Let us imagine co-operatives embrace 98 per cent of the population. This happens in the countryside.
Does this make them communes?
No, if the co-operative (1) gives advantages (dividends on shares, etc.) to a group of special shareholders; (2) pre-serves its own special apparatus which shuts out the popu-lation at large, in particular the proletariat and semi-proletariat; (3) does not give preference in produce distri-bution to the semi-proletariat over the middle peasants, to the middle peasants over the rich; (4) does not confis-cate the surplus produce first from the rich, then from the middle peasants, and does not rely on the proletariat and semi-proletariat. And so on and so forth.

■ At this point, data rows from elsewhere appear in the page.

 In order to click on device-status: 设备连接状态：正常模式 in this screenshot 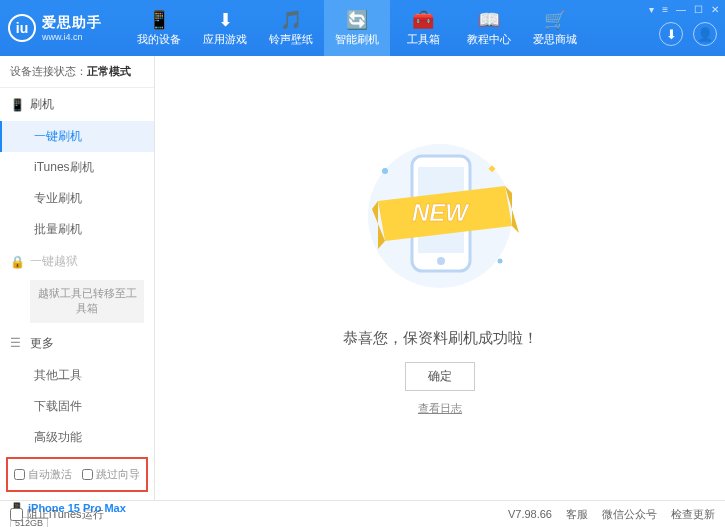, I will do `click(77, 72)`.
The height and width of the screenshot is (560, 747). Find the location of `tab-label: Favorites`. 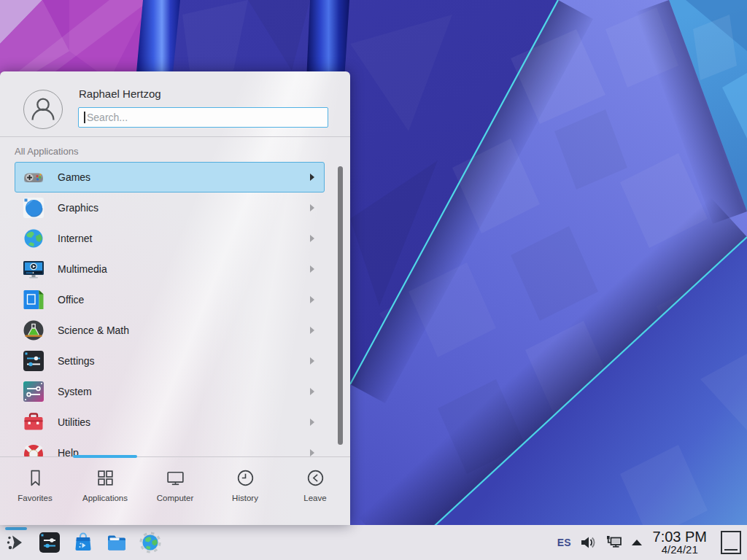

tab-label: Favorites is located at coordinates (35, 498).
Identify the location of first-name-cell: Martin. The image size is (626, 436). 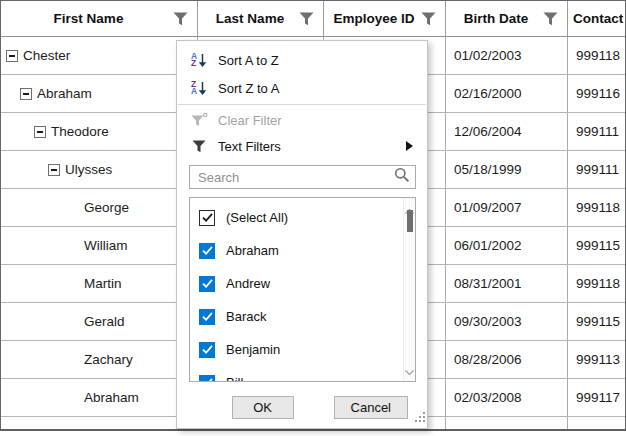
(100, 284).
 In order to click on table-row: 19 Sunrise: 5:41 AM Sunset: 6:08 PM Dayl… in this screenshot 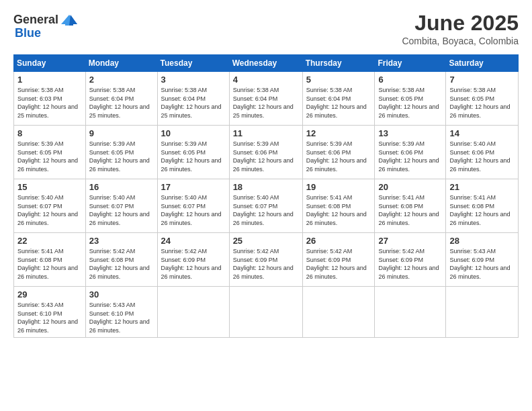, I will do `click(339, 206)`.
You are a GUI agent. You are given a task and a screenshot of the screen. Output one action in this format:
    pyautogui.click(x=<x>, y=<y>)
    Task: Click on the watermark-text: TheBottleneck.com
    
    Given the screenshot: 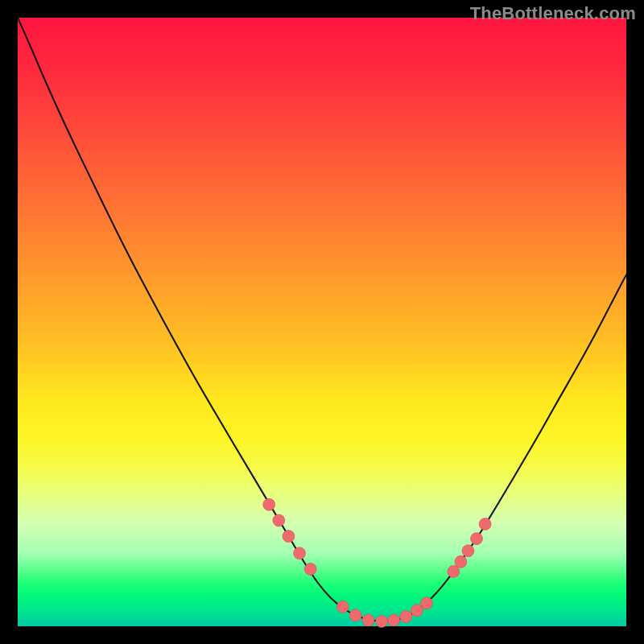 What is the action you would take?
    pyautogui.click(x=553, y=14)
    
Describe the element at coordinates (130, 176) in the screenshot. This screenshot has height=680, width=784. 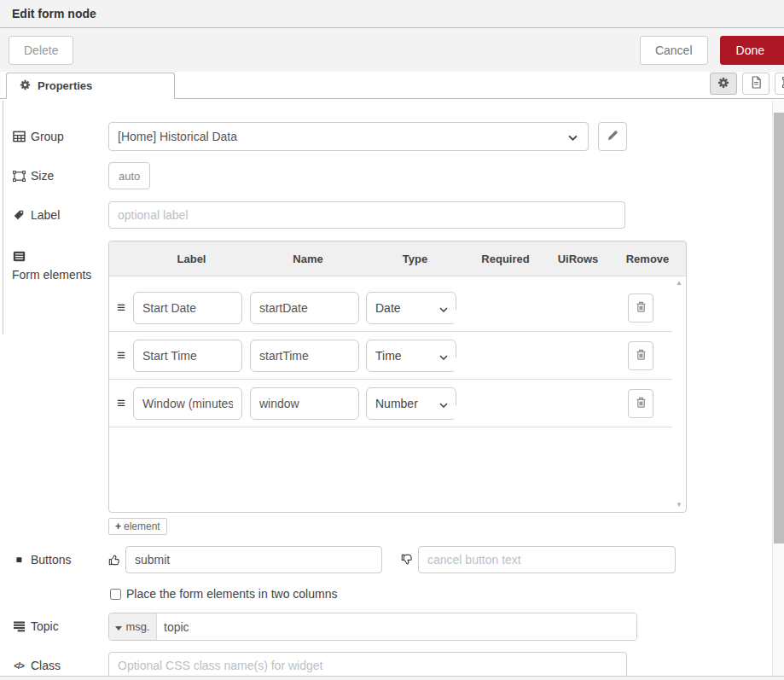
I see `size-auto-button: auto` at that location.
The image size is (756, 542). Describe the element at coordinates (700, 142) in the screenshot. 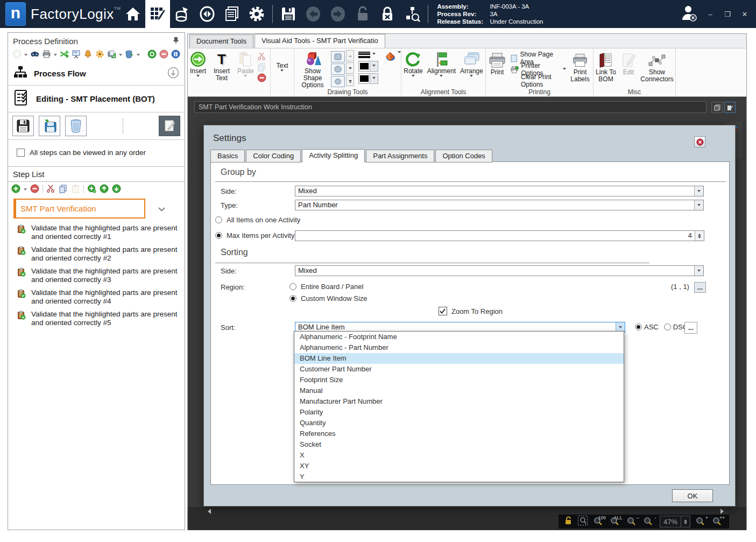

I see `dialog-close-button` at that location.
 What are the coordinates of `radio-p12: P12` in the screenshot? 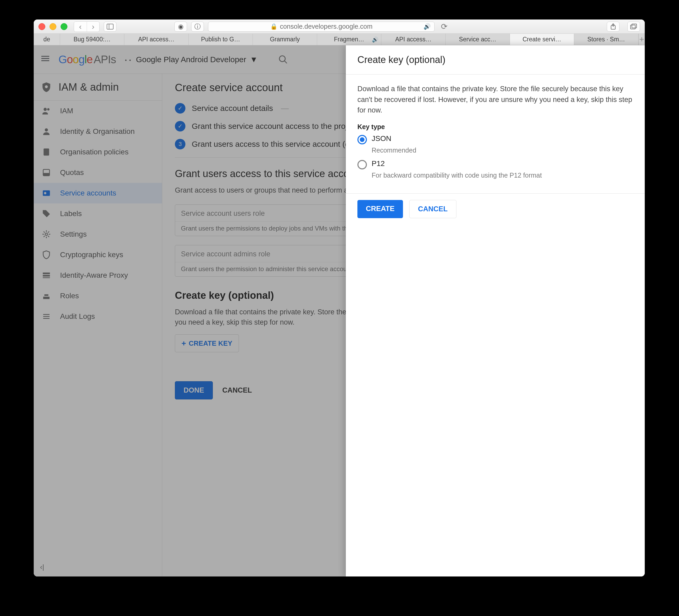 It's located at (495, 164).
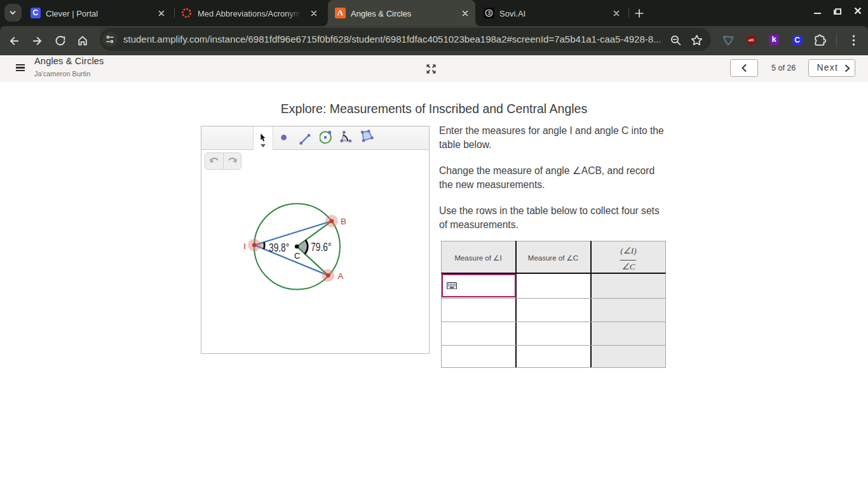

The whole difficulty of the task (and the whole essence of the present task which confronts us right now) springs from the fact that we have to work out a system of practical measures governing the transition from the old co-ope-ratives (which are bound to be bourgeois since they have a group of shareholders who constitute a minority of the population, as well as for other reasons) to a new and to a real commune. These are measures for the transition from bourgeois-co-operative to proletarian-communist supply and distribution.
It is essential:
(1) to discuss this question in the press;
(2) to organise the movement of all the central and local government institutions (particularly of the Supreme Eco-nomic Council and the other Economic Councils, the Food Commissariat and food departments, the Central Statisti-cal Board and the People’s Commissariat of Agriculture) to tackle this task;
(3) to instruct the Co-operative Department of the Supreme Economic Council and the institutions enumerated in par. 2 to work out a programme of these measures and a form for collecting information on such measures and facts which enable us to develop these measures;
(4) to award a bonus for the best programme of measures, for the most practicable programme, for the most conve-nient and effective form and means of collecting information about it.
[1] On Lenin’s instructions this letter was forwarded to the People’s; Commissariat of Food, the People’s Commissariat of Finance and to the Supreme Economic Council. The question of the co-operatives and consumers’ communes was discussed at the Council of People’s Commissars on January 28, 1919.